Now, is this solution universal? Not really. The key length lookup, for example, would fail if the whole key had also the bit 8 unset. However it would be still possible to run the same search without a fixed key length. This would just take more time and attempts to try it with different key lengths.

Please note that this is a different example from finding out the AES encryption key which I have done before. That case was incorrect use of the otherwise secure cipher, while this cipher is insecure.

This entry was posted in reverse engineering.
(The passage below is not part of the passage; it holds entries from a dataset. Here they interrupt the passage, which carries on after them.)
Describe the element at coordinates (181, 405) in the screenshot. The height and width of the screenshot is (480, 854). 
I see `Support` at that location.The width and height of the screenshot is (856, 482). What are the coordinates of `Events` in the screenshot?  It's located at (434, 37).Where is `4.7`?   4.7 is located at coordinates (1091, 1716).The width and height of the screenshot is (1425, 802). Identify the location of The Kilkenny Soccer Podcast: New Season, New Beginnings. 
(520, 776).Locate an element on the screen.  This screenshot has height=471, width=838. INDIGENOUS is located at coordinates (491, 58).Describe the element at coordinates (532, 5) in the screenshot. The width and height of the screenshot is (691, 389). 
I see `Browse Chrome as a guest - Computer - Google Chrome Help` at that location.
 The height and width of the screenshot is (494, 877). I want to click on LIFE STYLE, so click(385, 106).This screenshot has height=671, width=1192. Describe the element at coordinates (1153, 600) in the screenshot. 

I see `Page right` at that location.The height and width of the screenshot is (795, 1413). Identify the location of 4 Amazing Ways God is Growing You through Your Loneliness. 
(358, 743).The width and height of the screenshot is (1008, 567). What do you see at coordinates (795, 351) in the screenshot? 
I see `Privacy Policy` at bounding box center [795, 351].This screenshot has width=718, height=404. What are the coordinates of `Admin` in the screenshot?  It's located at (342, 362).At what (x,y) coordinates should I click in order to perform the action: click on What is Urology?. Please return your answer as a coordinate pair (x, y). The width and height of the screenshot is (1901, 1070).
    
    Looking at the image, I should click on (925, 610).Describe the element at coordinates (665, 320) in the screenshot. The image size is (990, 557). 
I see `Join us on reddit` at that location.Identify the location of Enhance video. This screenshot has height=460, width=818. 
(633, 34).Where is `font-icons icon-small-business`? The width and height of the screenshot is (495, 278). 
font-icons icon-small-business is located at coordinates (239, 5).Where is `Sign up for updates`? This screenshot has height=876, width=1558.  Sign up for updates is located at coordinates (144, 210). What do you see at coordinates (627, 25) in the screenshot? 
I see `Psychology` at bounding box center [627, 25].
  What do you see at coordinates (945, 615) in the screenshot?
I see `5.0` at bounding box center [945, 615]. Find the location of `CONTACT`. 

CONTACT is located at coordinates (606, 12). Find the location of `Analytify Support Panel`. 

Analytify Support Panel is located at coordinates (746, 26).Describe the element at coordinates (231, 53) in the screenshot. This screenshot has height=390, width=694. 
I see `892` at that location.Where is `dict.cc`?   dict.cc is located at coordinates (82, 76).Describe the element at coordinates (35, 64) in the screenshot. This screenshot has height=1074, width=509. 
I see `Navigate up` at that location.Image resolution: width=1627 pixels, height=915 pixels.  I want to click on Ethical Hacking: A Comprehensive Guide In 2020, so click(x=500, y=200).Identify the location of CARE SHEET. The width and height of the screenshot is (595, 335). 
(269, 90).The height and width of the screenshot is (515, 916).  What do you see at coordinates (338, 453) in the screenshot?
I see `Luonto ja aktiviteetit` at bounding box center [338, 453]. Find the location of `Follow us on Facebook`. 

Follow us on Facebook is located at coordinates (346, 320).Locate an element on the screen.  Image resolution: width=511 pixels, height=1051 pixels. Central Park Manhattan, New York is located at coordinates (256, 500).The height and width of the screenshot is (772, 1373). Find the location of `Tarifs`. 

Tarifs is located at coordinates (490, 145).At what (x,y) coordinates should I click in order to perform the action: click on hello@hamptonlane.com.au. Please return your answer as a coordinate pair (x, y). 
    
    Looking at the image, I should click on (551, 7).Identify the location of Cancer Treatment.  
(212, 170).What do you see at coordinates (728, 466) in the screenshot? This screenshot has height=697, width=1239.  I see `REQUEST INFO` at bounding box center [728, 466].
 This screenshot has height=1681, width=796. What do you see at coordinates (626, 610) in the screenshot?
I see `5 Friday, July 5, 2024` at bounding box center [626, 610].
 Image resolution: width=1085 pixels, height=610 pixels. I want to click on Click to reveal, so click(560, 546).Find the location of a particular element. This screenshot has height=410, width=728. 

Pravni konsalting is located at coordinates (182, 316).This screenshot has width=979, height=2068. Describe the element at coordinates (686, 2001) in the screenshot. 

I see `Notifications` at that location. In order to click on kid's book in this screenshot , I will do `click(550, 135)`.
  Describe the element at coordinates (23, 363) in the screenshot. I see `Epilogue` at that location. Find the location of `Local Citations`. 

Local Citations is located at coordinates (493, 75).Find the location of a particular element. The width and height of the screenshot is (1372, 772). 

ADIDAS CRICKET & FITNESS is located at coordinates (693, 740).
10 Responses to Breaking the Vigenere cipher

  1. Jack says:

    Is it right to infer from this that the key would include non ASCII characters too?Because if it is an ASCII char,then all 8th bits will be UNSET,then there couldnt be a single SET bit in ciphertext,which is clearly not the case.
    Am I right in concluding that?This will reduce the possible values for the keys if it is so.

    • George says:

      Yes, this is right to infer this, because if the key had only ASCII characters, there is no way the ciphertext would contain values such as F9.

      • Jack says:

        Thanks for the reply.
        I have understood the principle behind decrypting the text,but due to not knowing how to work with hex characters/strings in C specially loops(for,while) I am unable to form the code.Are there any resources or examples which I could refer to understand these things and develop the code?Even Examples in C# would do.

        • George says:

          You do not need to implement it in C; I have implemented mine in Perl, for example. Regarding resources, there probably are, but I’m afraid if you struggle with loops and strings, it would be a much bigger challenge for you to finish this assignment.

          • Jack says:

            I know the functioning of loops,problem is working with Hex strings.I am unable to figure out how do I take 2 characters at one time in the loop and use them as 1 hex character to perform the XOR.I guess we have to use access specifiers,but I am unfamiliar with them.

          • George says:

            Which language are you working with? In C you can convert the two char hex string from buf into byte by using:

            sscanf( buf, "%02X", &byte );

  2. Amata says:

    after finding the key lenght,i don’t understand well how you find the key and after finding the text …like for example on the example you gave the key is 7 if i am not mistaken…so what is the next step.thank you

    • George says:

      It is all in the article. Sorry, I doubt I can describe it in more details than that. I suggest you review the lecture again wher Prof. Katz describes how to break the cipher, this knowledge is also necessary. Otherwise you can wait and I’ll post the scripts after the deadline.

  3. kathy says:

    hi!
    I am trying the method in the lecture and the slides to try to find out the key length. Picking up nth characters, finding their frequencies and getting Σ q(i)^2 and finding the maximum

    However I seem to be getting a peak at 2 :http://paste.debian.net/283963/
    which is wrong. What part of it is flawed?

    Help greatly appreciated. Thanks!

    • George says:

      I suggest using the Coursera forums for help, as I used a different method, not related to character probabilities.